The Mole Mapper Melanoma Study asked people to take photos of and measure their moles to determine their melanoma risk and advance skin cancer research.
Now the results of the study, which included an app that participants could download to photograph their moles, are in.
The research, sponsored by Sage Bionetworks and the Oregon Health & Science University (OHSU, attracted 2,798 participants.
The findings, in an article titled “The Mole Mapper Study, mobile phone skin imaging and melanoma risk data collected using ResearchKit,” were published in Nature Scientific Data.
Mole Mapper asked people to share photos and measurements of their moles over time, since abnormal or changing moles can be an indicator of melanoma. The goal was to advance the notion of remote mole monitoring, including whether it was a good way to detect melanoma early.
“In designing the study, we first wanted to know if research run remotely and entirely through an app could find the same melanoma risks as years of rigorous epidemiology and genetics research,” Dan Webster, a research fellow at the National Cancer Institute, said in a press release.
“We show, for instance, that Mole Mapper participants with red hair were significantly more likely to be diagnosed with melanoma. This is in alignment with previously published data showing that people with red hair caused by mutations in the MC1R gene have a higher risk for melanoma,” he said.
Another aim of the investigation was to answer frequently asked questions about moles. Stanford University researchers had shown that applying deep learning algorithms to a patient database might be used to diagnose skin conditions. Mole Mapper researchers created a similar database, based on participant-sourced data.
“With Mole Mapper, we have a unique ability to collect thousands of measurements from ‘pre-clinical’ moles that people measure themselves at home,” Webster said. “Over time, this can provide a basis for mole size and shape distributions to serve as a new benchmark for future studies.”
Mole Mapper fits Sage Bionetworks’ objective of developing open-source information-gathering modules that can be turned into mobile applications, enabling broad sharing of the resulting data.
“In the promising space of mobile health, too often data is controlled by private interests,” said Brian Bot, co-author of the study and principal scientist at Sage Bionetworks. “Shared data resources such as these will help enable the scientific community to more quickly determine what can and cannot be gleaned from these types of remote measurements.”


▸ TASK DETAILS
Every entry below should be reproduced exactly, with all pictures left out.

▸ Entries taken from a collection
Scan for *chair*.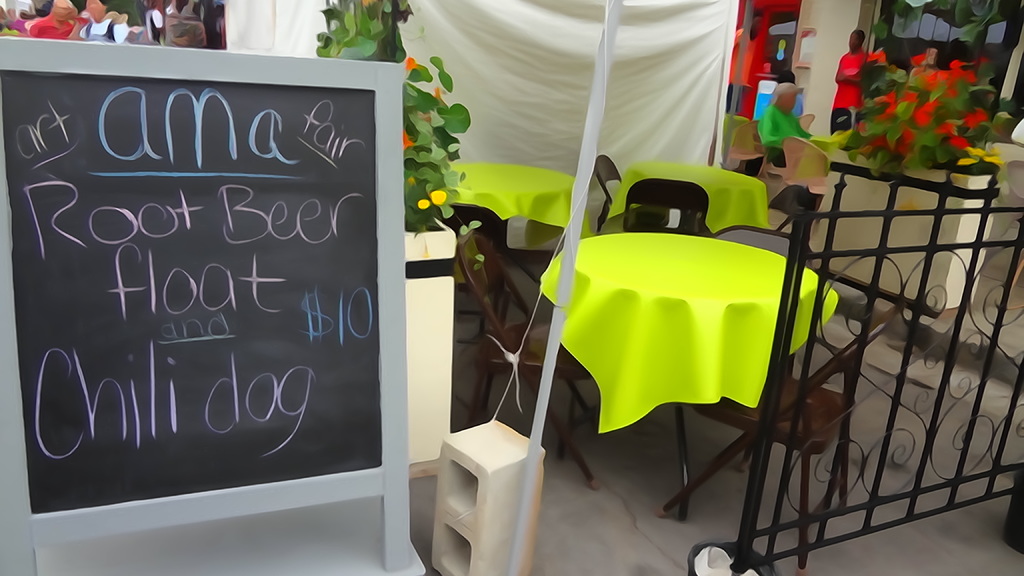
Scan result: (x1=591, y1=152, x2=633, y2=230).
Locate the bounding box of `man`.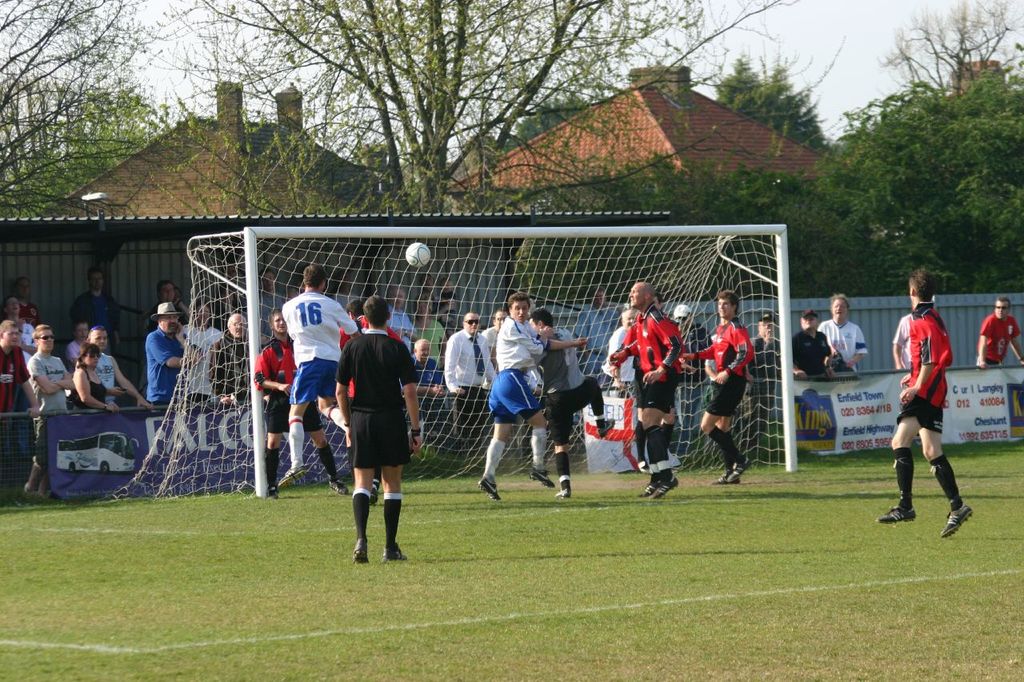
Bounding box: [left=605, top=278, right=687, bottom=499].
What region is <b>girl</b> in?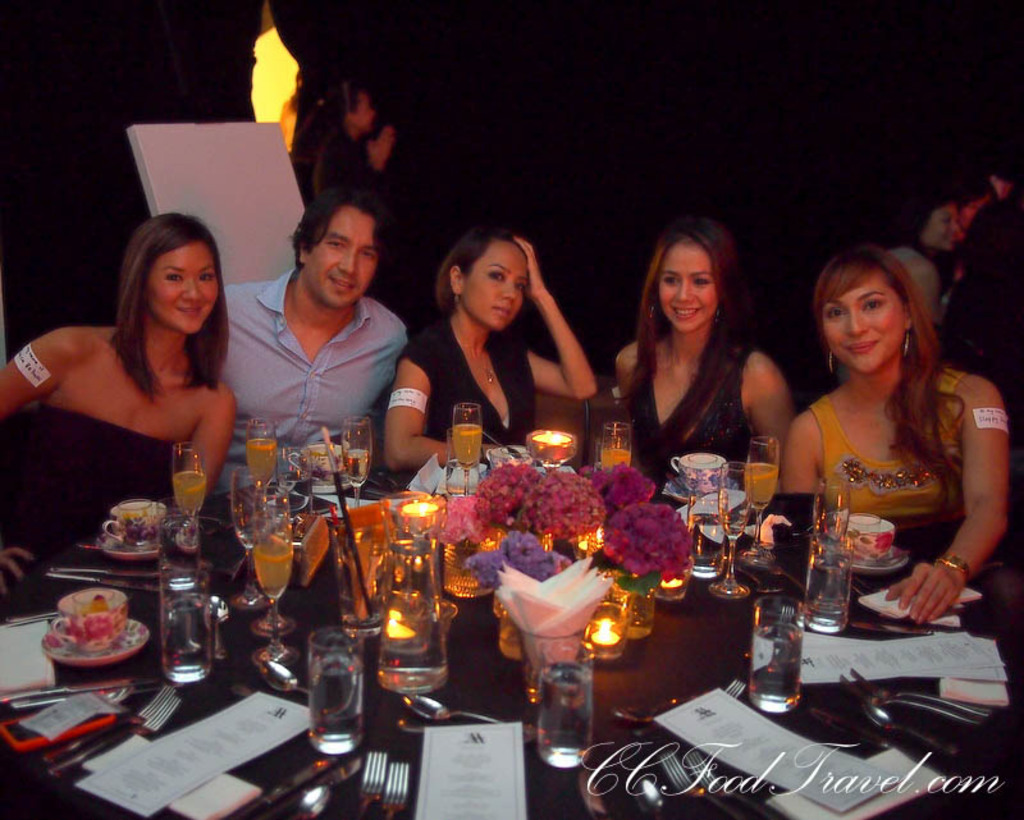
777, 244, 1014, 623.
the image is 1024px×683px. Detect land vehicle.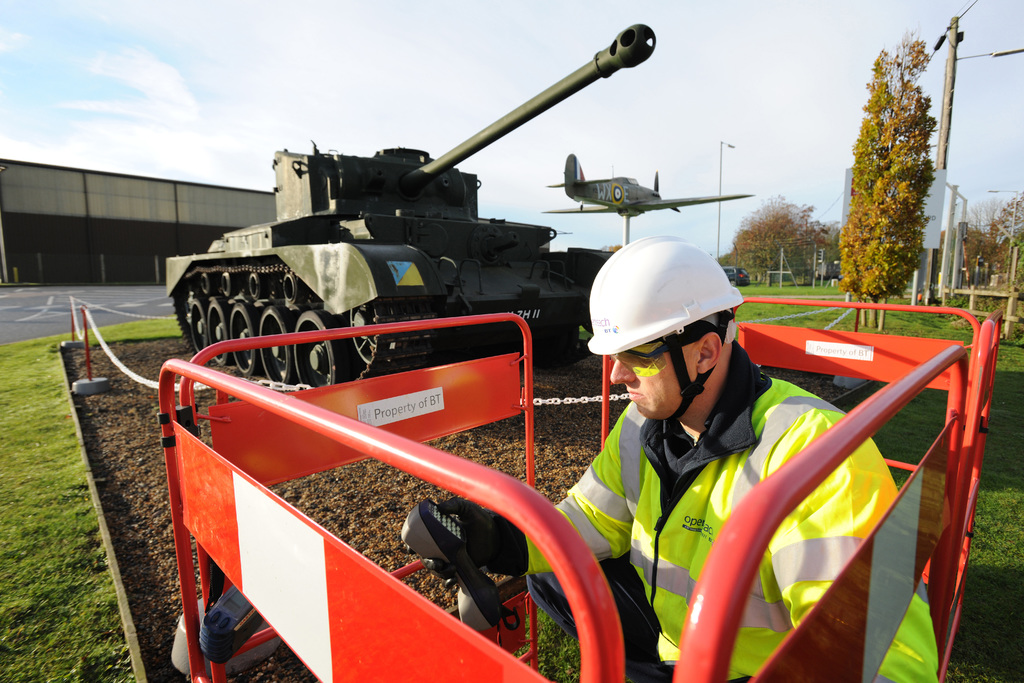
Detection: x1=161, y1=15, x2=660, y2=387.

▸ RESULT OF THIS EXERCISE
Scan for *chair*.
Scan result: (x1=591, y1=152, x2=633, y2=230).
Locate the bounding box of `man`.
Bounding box: [left=605, top=278, right=687, bottom=499].
What region is <b>girl</b> in?
777, 244, 1014, 623.
the image is 1024px×683px. Detect land vehicle.
Detection: x1=161, y1=15, x2=660, y2=387.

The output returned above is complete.